Bartosz Milewski Missing post

Jason House jason.james.house at gmail.com
Wed May 27 15:59:08 PDT 2009


Tim Matthews Wrote:

> 
> This may seem slightly OT but in your blog "I will use syntax similar to 
> that of the D programming language, but C++ and Java programmers 
> shouldn’t have problems following it."
> 
> 
> class MVar<T> {
> private:
>      T    _msg;
>      bool _full;
> public:
>      // put: asynchronous (non-blocking)
>      // Precondition: MVar must be empty
>      void put(T msg) {
>          assert (!_full);
>          _msg := msg; // move
>          _full = true;
>          notify();
>      }
>      // take: If empty, blocks until full.
>      // Removes the message and switches state to empty
>      T take() {
>          while (!_full)
>              wait();
>          _full = false;
>          return := _msg;
>      }
> }
> auto mVar = new MVar<owner::self, int>;
> 
> Why not MVar!(owner::self, int)? Why go back to ambiguous templates? 
> Apart from the move operator it looks like c++ to me. Sorry if this 
> doesn't make sense but I've missed a few previous posts.

Don't read into it. I took it as being more readable for non-D users. Angle brackets show up in C++ templates, Java generics, and C# generics. IMHO, <> is more recognizable, even for those that don't code in any of the languages mentioned. D's syntax is good, just not wide spread. 

Notice the lack of a template<typename T> that's required for C++, instead, the template argument is after the class name. There's also no constrictor or initializers which would be bugs in C++. It still looks like tweaked D code.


**Work item:** One line at a time, check the entries below for the word "chart", and copy each line that has it.

**Listed records:**
----
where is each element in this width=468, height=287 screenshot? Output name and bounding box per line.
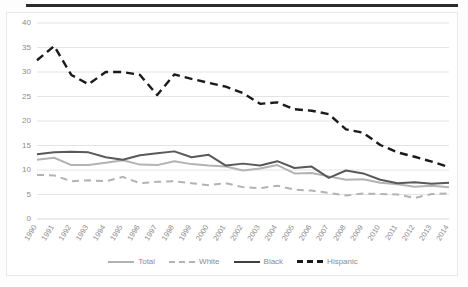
legend-item-white: White — [169, 257, 219, 266]
x-axis-tick-label: 2000 — [194, 223, 210, 242]
chart-card: 0510152025303540199019911992199319941995… — [6, 12, 458, 276]
legend-swatch-white — [169, 261, 195, 263]
x-axis-tick-label: 2009 — [348, 223, 364, 242]
legend-label-black: Black — [264, 257, 284, 266]
series-line-total — [37, 158, 449, 187]
x-axis-tick-label: 2008 — [331, 223, 347, 242]
y-axis-tick-label: 25 — [22, 92, 31, 101]
y-axis-tick-label: 0 — [27, 214, 32, 223]
y-axis-tick-label: 5 — [27, 190, 32, 199]
x-axis-tick-label: 1995 — [108, 223, 124, 242]
y-axis-tick-label: 15 — [22, 141, 31, 150]
x-axis-tick-label: 2011 — [383, 223, 399, 241]
legend-item-black: Black — [234, 257, 284, 266]
chart-legend: Total White Black Hispanic — [7, 257, 459, 266]
x-axis-tick-label: 1993 — [74, 223, 90, 242]
x-axis-tick-label: 2005 — [280, 223, 296, 242]
x-axis-tick-label: 1997 — [142, 223, 158, 242]
y-axis-tick-label: 40 — [22, 18, 31, 27]
x-axis-tick-label: 2003 — [245, 223, 261, 242]
x-axis-tick-label: 2010 — [366, 223, 382, 242]
x-axis-tick-label: 2006 — [297, 223, 313, 242]
x-axis-tick-label: 1996 — [125, 223, 141, 242]
x-axis-tick-label: 2007 — [314, 223, 330, 242]
x-axis-tick-label: 2014 — [434, 223, 450, 242]
x-axis-tick-label: 2012 — [400, 223, 416, 242]
x-axis-tick-label: 1990 — [22, 223, 38, 242]
chart-screenshot: 0510152025303540199019911992199319941995… — [0, 0, 468, 287]
legend-item-hispanic: Hispanic — [297, 257, 358, 266]
line-chart-svg: 0510152025303540199019911992199319941995… — [7, 13, 459, 277]
y-axis-tick-label: 10 — [22, 165, 31, 174]
plot-area: 0510152025303540199019911992199319941995… — [7, 13, 459, 277]
x-axis-tick-label: 1998 — [160, 223, 176, 242]
y-axis-tick-label: 20 — [22, 116, 31, 125]
series-line-black — [37, 151, 449, 183]
top-divider-rule — [26, 4, 458, 7]
legend-swatch-hispanic — [297, 260, 323, 263]
x-axis-tick-label: 2004 — [263, 223, 279, 242]
legend-swatch-black — [234, 261, 260, 263]
legend-label-total: Total — [138, 257, 155, 266]
x-axis-tick-label: 1994 — [91, 223, 107, 242]
y-axis-tick-label: 30 — [22, 67, 31, 76]
x-axis-tick-label: 1991 — [39, 223, 55, 242]
series-line-hispanic — [37, 46, 449, 167]
x-axis-tick-label: 2002 — [228, 223, 244, 242]
legend-swatch-total — [108, 261, 134, 263]
x-axis-tick-label: 1992 — [57, 223, 73, 242]
x-axis-tick-label: 1999 — [177, 223, 193, 242]
x-axis-tick-label: 2001 — [211, 223, 227, 242]
legend-item-total: Total — [108, 257, 155, 266]
y-axis-tick-label: 35 — [22, 43, 31, 52]
legend-label-white: White — [199, 257, 219, 266]
x-axis-tick-label: 2013 — [417, 223, 433, 242]
legend-label-hispanic: Hispanic — [327, 257, 358, 266]
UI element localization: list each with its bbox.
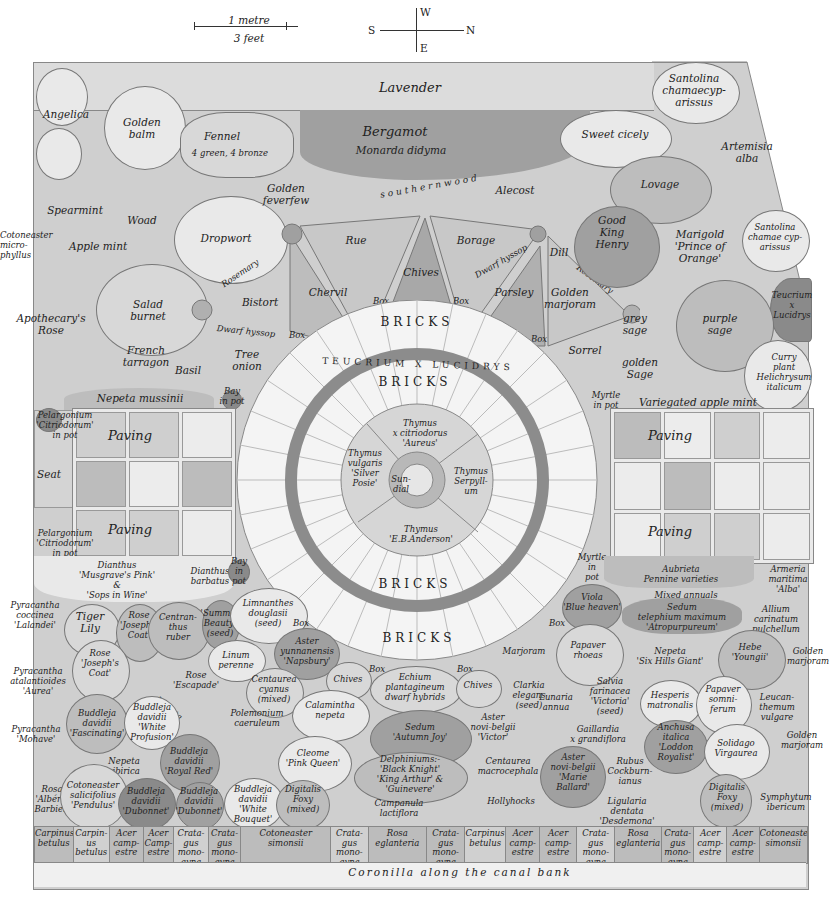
scale-bar-line <box>194 26 298 27</box>
compass-west: W <box>420 6 431 18</box>
hedge-segment: Acer camp- estre <box>694 827 727 863</box>
label-coronilla: Coronilla along the canal bank <box>300 866 620 878</box>
label-paving-left-top: Paving <box>100 428 160 443</box>
label-digitalis-right: Digitalis Foxy (mixed) <box>700 782 754 812</box>
label-echium: Echium plantagineum dwarf hybrids <box>370 672 460 702</box>
hedge-segment: Cotoneaster simonsii <box>241 827 331 863</box>
label-hebe: Hebe 'Youngii' <box>722 642 778 662</box>
compass-ns-line <box>380 30 464 31</box>
hedge-segment: Cotoneaster simonsii <box>760 827 807 863</box>
label-artemisia: Artemisia alba <box>712 140 782 164</box>
label-golden-balm: Golden balm <box>110 116 174 140</box>
hedge-segment: Acer camp- estre <box>540 827 577 863</box>
label-thyme-bottom: Thymus 'E.B.Anderson' <box>376 524 466 544</box>
label-aster-marie-ballard: Aster novi-belgii 'Marie Ballard' <box>540 752 606 792</box>
label-sedum-telephium: Sedum telephium maximum 'Atropurpureum' <box>620 602 744 632</box>
label-pyracantha-atalantioides: Pyracantha atalantioides 'Aurea' <box>0 666 76 696</box>
label-buddleja-dubonnet-2: Buddleja davidii 'Dubonnet' <box>172 786 226 816</box>
scale-metric-label: 1 metre <box>214 14 284 26</box>
label-polemonium: Polemonium caeruleum <box>222 708 292 728</box>
hedge-row: Carpinus betulusCarpin- us betulusAcer c… <box>34 826 808 864</box>
hedge-segment: Crata- gus mono- gyna <box>209 827 242 863</box>
label-santolina-top: Santolina chamaecyp- arissus <box>652 72 736 108</box>
label-bricks-outer-bottom: BRICKS <box>364 632 474 644</box>
scale-imperial-label: 3 feet <box>214 32 284 44</box>
label-basil: Basil <box>168 364 208 376</box>
label-delphiniums: Delphiniums:- 'Black Knight' 'King Arthu… <box>354 754 466 794</box>
hedge-segment: Carpin- us betulus <box>74 827 111 863</box>
hedge-segment: Crata- gus mono- gyna <box>427 827 466 863</box>
label-lovage: Lovage <box>628 178 692 190</box>
label-sundial: Sun- dial <box>386 474 416 494</box>
label-fennel-note: 4 green, 4 bronze <box>182 148 278 158</box>
label-thyme-right: Thymus Serpyll- um <box>446 466 496 496</box>
hedge-segment: Carpinus betulus <box>465 827 505 863</box>
label-chives-sw: Chives <box>326 674 370 684</box>
label-bricks-inner-bottom: BRICKS <box>370 578 460 590</box>
label-bricks-inner-top: BRICKS <box>370 376 460 388</box>
label-paving-left-bottom: Paving <box>100 522 160 537</box>
label-linum: Linum perenne <box>208 650 264 670</box>
hedge-segment: Crata- gus mono- gyna <box>331 827 369 863</box>
label-good-king-henry: Good King Henry <box>582 214 642 250</box>
label-pyracantha-mohave: Pyracantha 'Mohave' <box>0 724 72 744</box>
label-viola: Viola 'Blue heaven' <box>560 592 624 612</box>
label-box-se: Box <box>542 618 572 628</box>
label-sweet-cicely: Sweet cicely <box>570 128 660 140</box>
hedge-segment: Acer camp- estre <box>110 827 144 863</box>
hedge-segment: Acer camp- estre <box>727 827 760 863</box>
label-solidago: Solidago Virgaurea <box>704 738 768 758</box>
hedge-segment: Crata- gus mono- gyna <box>662 827 695 863</box>
label-paving-right-bottom: Paving <box>640 524 700 539</box>
label-buddleja-royal-red: Buddleja davidii 'Royal Red' <box>162 746 216 776</box>
label-chives-sc: Chives <box>456 680 500 690</box>
hedge-segment: Crata- gus mono- gyna <box>174 827 209 863</box>
label-golden-marjoram-bottom: Golden marjoram <box>774 730 830 750</box>
label-fennel: Fennel <box>190 130 254 142</box>
hedge-segment: Crata- gus mono- gyna <box>577 827 616 863</box>
bed-angelica-2 <box>36 128 82 180</box>
label-calamintha: Calamintha nepeta <box>292 700 368 720</box>
label-sedum-autumn-joy: Sedum 'Autumn Joy' <box>370 722 470 742</box>
label-nepeta-mussinii: Nepeta mussinii <box>80 392 200 404</box>
scale-tick <box>194 22 195 30</box>
label-rose-escapade: Rose 'Escapade' <box>166 670 226 690</box>
label-centaurea-macrocephala: Centaurea macrocephala <box>466 756 550 776</box>
label-pelargonium-bottom: Pelargonium 'Citriodorum' in pot <box>30 528 100 558</box>
label-dianthus: Dianthus 'Musgrave's Pink' & 'Sops in Wi… <box>52 560 182 600</box>
label-golden-marjoram-top: Golden marjoram <box>782 646 834 666</box>
label-alecost: Alecost <box>480 184 550 196</box>
label-cotoneaster-microphyllus: Cotoneaster micro- phyllus <box>0 230 52 260</box>
label-gaillardia: Gaillardia x grandiflora <box>558 724 638 744</box>
hedge-segment: Acer Camp- estre <box>144 827 175 863</box>
label-salad-burnet: Salad burnet <box>118 298 178 322</box>
label-pelargonium-top: Pelargonium 'Citriodorum' in pot <box>30 410 100 440</box>
label-bergamot: Bergamot <box>340 124 450 139</box>
label-borage: Borage <box>446 234 506 246</box>
hedge-segment: Rosa eglanteria <box>369 827 427 863</box>
label-bricks-outer-top: BRICKS <box>362 316 472 328</box>
scale-bar: 1 metre 3 feet <box>194 14 298 44</box>
label-golden-sage: golden Sage <box>610 356 670 380</box>
label-salvia: Salvia farinacea 'Victoria' (seed) <box>580 676 640 716</box>
label-marigold: Marigold 'Prince of Orange' <box>660 228 740 264</box>
label-pyracantha-coccinea: Pyracantha coccinea 'Lalandei' <box>0 600 70 630</box>
label-lunaria: Lunaria annua <box>534 692 578 712</box>
compass-east: E <box>420 42 428 54</box>
label-buddleja-fascinating: Buddleja davidii 'Fascinating' <box>66 708 128 738</box>
label-chives-wedge: Chives <box>396 266 446 278</box>
compass-south: S <box>368 24 375 36</box>
label-armeria: Armeria maritima 'Alba' <box>758 564 818 594</box>
compass-rose: W S N E <box>366 4 476 56</box>
hedge-segment: Carpinus betulus <box>35 827 74 863</box>
label-santolina-mid: Santolina chamae cyp- arissus <box>742 222 808 252</box>
label-symphytum: Symphytum ibericum <box>756 792 816 812</box>
label-marjoram: Marjoram <box>494 646 554 656</box>
label-apple-mint: Apple mint <box>58 240 138 252</box>
label-bay-in-pot-2: Bay in pot <box>224 556 254 586</box>
compass-we-line <box>416 8 417 52</box>
label-thyme-left: Thymus vulgaris 'Silver Posie' <box>340 448 390 488</box>
label-hesperis: Hesperis matronalis <box>640 690 700 710</box>
label-thyme-top: Thymus x citriodorus 'Aureus' <box>380 418 460 448</box>
label-papaver-rhoeas: Papaver rhoeas <box>560 640 616 660</box>
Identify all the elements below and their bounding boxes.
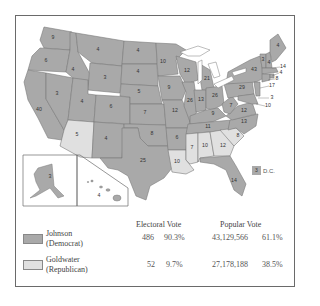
johnson-label: Johnson (Democrat) — [46, 229, 83, 248]
label-mi: 21 — [204, 75, 210, 81]
state-wa — [40, 27, 72, 50]
label-ks: 7 — [144, 109, 147, 115]
label-in: 13 — [198, 96, 204, 102]
state-nm — [92, 122, 124, 158]
label-ga: 12 — [220, 142, 226, 148]
label-id: 4 — [72, 66, 75, 72]
lake-michigan — [198, 60, 202, 84]
goldwater-party: (Republican) — [46, 265, 88, 275]
label-ct: 8 — [276, 75, 279, 81]
label-nc: 13 — [241, 118, 247, 124]
label-nj: 17 — [269, 82, 275, 88]
state-nj — [254, 82, 260, 96]
label-ri: 4 — [280, 69, 283, 75]
state-hi-maui — [106, 189, 110, 191]
goldwater-ev: 52 — [147, 260, 155, 269]
label-la: 10 — [174, 158, 180, 164]
label-md: 10 — [265, 102, 271, 108]
label-nv: 3 — [56, 90, 59, 96]
dc-swatch: 3 — [252, 166, 261, 175]
state-ak — [30, 164, 64, 198]
state-hi-big — [113, 195, 121, 201]
johnson-pop: 43,129,566 — [212, 233, 248, 242]
label-mt: 4 — [97, 46, 100, 52]
label-ny: 43 — [251, 66, 257, 72]
label-hi: 4 — [98, 192, 101, 198]
label-wy: 3 — [104, 74, 107, 80]
label-tn: 11 — [205, 123, 210, 129]
label-ut: 4 — [81, 98, 84, 104]
label-ms: 7 — [191, 144, 194, 150]
label-ar: 6 — [176, 134, 179, 140]
state-sd — [121, 64, 158, 86]
label-nd: 4 — [137, 47, 140, 53]
label-va: 12 — [241, 107, 247, 113]
label-ia: 9 — [168, 84, 171, 90]
state-hi-niihau — [87, 181, 89, 182]
label-nm: 4 — [105, 135, 108, 141]
label-pa: 29 — [239, 84, 245, 90]
label-il: 26 — [187, 97, 193, 103]
state-md — [238, 94, 258, 104]
johnson-ev: 486 — [142, 233, 154, 242]
goldwater-label: Goldwater (Republican) — [46, 255, 88, 274]
goldwater-pop: 27,178,188 — [212, 260, 248, 269]
label-ak: 3 — [49, 173, 52, 179]
label-mo: 12 — [172, 107, 178, 113]
label-mn: 10 — [160, 58, 166, 64]
johnson-ev-pct: 90.3% — [164, 233, 185, 242]
lake-superior — [180, 46, 210, 56]
state-hi-kauai — [91, 180, 93, 182]
label-ky: 9 — [212, 110, 215, 116]
state-ks — [130, 104, 166, 125]
state-fl — [200, 156, 246, 196]
electoral-vote-header: Electoral Vote — [136, 220, 181, 229]
state-nd — [122, 41, 157, 64]
state-ia — [158, 76, 186, 100]
goldwater-ev-pct: 9.7% — [166, 260, 183, 269]
state-ma — [262, 68, 278, 74]
label-ne: 5 — [138, 88, 141, 94]
johnson-party: (Democrat) — [46, 239, 83, 249]
label-wi: 12 — [184, 67, 190, 73]
label-nh: 4 — [268, 59, 271, 65]
label-al: 10 — [202, 142, 208, 148]
label-wa: 9 — [52, 34, 55, 40]
state-or — [28, 48, 70, 72]
label-vt: 3 — [262, 56, 265, 62]
label-fl: 14 — [231, 177, 237, 183]
label-wv: 7 — [230, 102, 233, 108]
label-ca: 40 — [36, 106, 42, 112]
label-ok: 8 — [151, 130, 154, 136]
label-tx: 25 — [140, 157, 146, 163]
goldwater-name: Goldwater — [46, 255, 88, 265]
state-hi-oahu — [100, 186, 103, 188]
label-az: 5 — [76, 131, 79, 137]
label-oh: 26 — [212, 92, 218, 98]
goldwater-swatch — [23, 260, 43, 270]
johnson-name: Johnson — [46, 229, 83, 239]
dc-label: D.C. — [263, 168, 275, 174]
label-co: 6 — [110, 103, 113, 109]
goldwater-pop-pct: 38.5% — [262, 260, 283, 269]
label-sd: 4 — [137, 68, 140, 74]
state-ct — [262, 74, 270, 82]
results-legend: Electoral Vote Popular Vote Johnson (Dem… — [22, 218, 292, 284]
popular-vote-header: Popular Vote — [220, 220, 261, 229]
label-me: 4 — [277, 42, 280, 48]
state-co — [94, 95, 130, 124]
johnson-swatch — [23, 234, 43, 244]
johnson-pop-pct: 61.1% — [262, 233, 283, 242]
label-sc: 8 — [237, 132, 240, 138]
label-de: 3 — [271, 94, 274, 100]
label-or: 6 — [45, 57, 48, 63]
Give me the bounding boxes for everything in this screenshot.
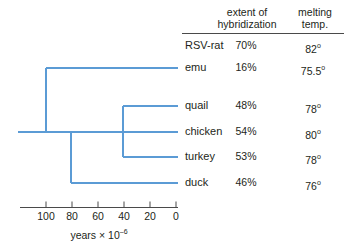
----
**Exercise solution:**
chart-card: 0510152025303540199019911992199319941995… — [6, 12, 458, 276]
chart-legend: Total White Black Hispanic — [7, 257, 459, 266]
chart-screenshot: 0510152025303540199019911992199319941995… — [0, 0, 468, 287]
line-chart-svg: 0510152025303540199019911992199319941995… — [7, 13, 459, 277]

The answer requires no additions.